[whatwg] Access the Response Headers for the Current Document

Joseph Pecoraro joepeck02 at gmail.com
Tue Jul 28 19:39:39 PDT 2009


On Jul 28, 2009, at 9: 21PM, Ian Hickson wrote:
>> Use Cases:
>> Any that apply to XHR accessing their response headers would  
>> certainly
>> apply here.  Some thoughts are accessing the Content-Type header or
>> Custom Headers and acting accordingly.
>
> You can just include the data straight into the page, for now. It's  
> really
> clear what the use cases would actually be in practice.

True, but that feels like a hack. If the HTTP protocol contains the  
data you need, then a server-side script may try to provide the data  
and may possibly provide an incorrect value. Likewise at the very  
least its a duplication of data being sent.  This is certainly better  
then the current method, but not optimal.


>> Come up with a clear description of the problem that needs to be  
>> solved:
>> Cannot access the Response Headers for the current document in
>> Javascript.
>>
>> Any there Browser Implementors out there that agree with this?  If  
>> so,
>> any thoughts on the best ways to expose the current page's request
>> headers to Javascript?  Certainly they are readonly, modifying them
>> seems to be useless. How about keeping consistent with the XHR  
>> interface
>> with something like:
>>
>>  document.getAllResponseHeaders() and  
>> document.getResponseHeader(header)
>
> This is something that might make sense for a future version, but in  
> the
> absence of a compelling need for this, I'm going to skip adding this  
> in
> this version.

I originally helped someone in an IRC channel with this question.  He  
wanted to check a "Date" header being sent from his server, via  
Javascript.  I don't know what his exact reason was.  We provided him  
the same solutions mentioned here.

However,  like Adam de Boor suggested, a use case could be detecting  
proxies.  The use case that I thought of was using custom headers to  
ensure requests go to a certain server in a cluster, perhaps to  
maintain a session with a reasonable cache.  But that isn't really  
compelling and probably not very common.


▶ _Problem requirements_: Among the lines of the records below, copy those that hold the word "siberian".

▶ _Entries provided_:

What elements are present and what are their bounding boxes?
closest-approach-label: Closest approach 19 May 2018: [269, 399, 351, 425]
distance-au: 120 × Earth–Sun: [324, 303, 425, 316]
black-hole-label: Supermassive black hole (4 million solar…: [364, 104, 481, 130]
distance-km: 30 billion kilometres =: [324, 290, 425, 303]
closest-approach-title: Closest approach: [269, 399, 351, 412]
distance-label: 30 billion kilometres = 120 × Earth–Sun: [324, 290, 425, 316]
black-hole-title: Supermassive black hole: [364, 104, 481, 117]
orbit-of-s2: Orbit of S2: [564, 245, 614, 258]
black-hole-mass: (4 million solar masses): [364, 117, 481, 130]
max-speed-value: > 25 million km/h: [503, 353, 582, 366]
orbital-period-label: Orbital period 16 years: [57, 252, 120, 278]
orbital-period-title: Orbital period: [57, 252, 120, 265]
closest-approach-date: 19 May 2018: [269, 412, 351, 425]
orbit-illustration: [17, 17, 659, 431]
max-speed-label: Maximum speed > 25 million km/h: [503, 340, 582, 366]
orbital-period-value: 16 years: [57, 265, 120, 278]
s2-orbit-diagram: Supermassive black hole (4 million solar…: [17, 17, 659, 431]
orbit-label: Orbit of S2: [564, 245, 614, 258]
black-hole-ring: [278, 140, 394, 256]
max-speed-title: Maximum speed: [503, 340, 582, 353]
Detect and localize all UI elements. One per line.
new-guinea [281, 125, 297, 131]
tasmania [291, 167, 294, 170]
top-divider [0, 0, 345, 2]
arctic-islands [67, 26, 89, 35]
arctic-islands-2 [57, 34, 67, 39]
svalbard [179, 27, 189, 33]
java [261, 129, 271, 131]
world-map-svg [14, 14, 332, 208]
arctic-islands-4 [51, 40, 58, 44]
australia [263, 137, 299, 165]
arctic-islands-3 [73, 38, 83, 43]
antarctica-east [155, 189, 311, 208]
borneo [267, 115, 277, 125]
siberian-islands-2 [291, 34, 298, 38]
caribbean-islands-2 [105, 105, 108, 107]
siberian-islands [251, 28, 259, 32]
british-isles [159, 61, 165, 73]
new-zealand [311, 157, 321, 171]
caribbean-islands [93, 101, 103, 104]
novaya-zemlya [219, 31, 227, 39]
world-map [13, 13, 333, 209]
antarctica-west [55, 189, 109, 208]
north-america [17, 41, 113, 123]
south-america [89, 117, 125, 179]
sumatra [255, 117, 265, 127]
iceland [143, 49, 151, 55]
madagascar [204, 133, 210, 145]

▶ _Solution for this task_:
siberian-islands-2 [291, 34, 298, 38]
siberian-islands [251, 28, 259, 32]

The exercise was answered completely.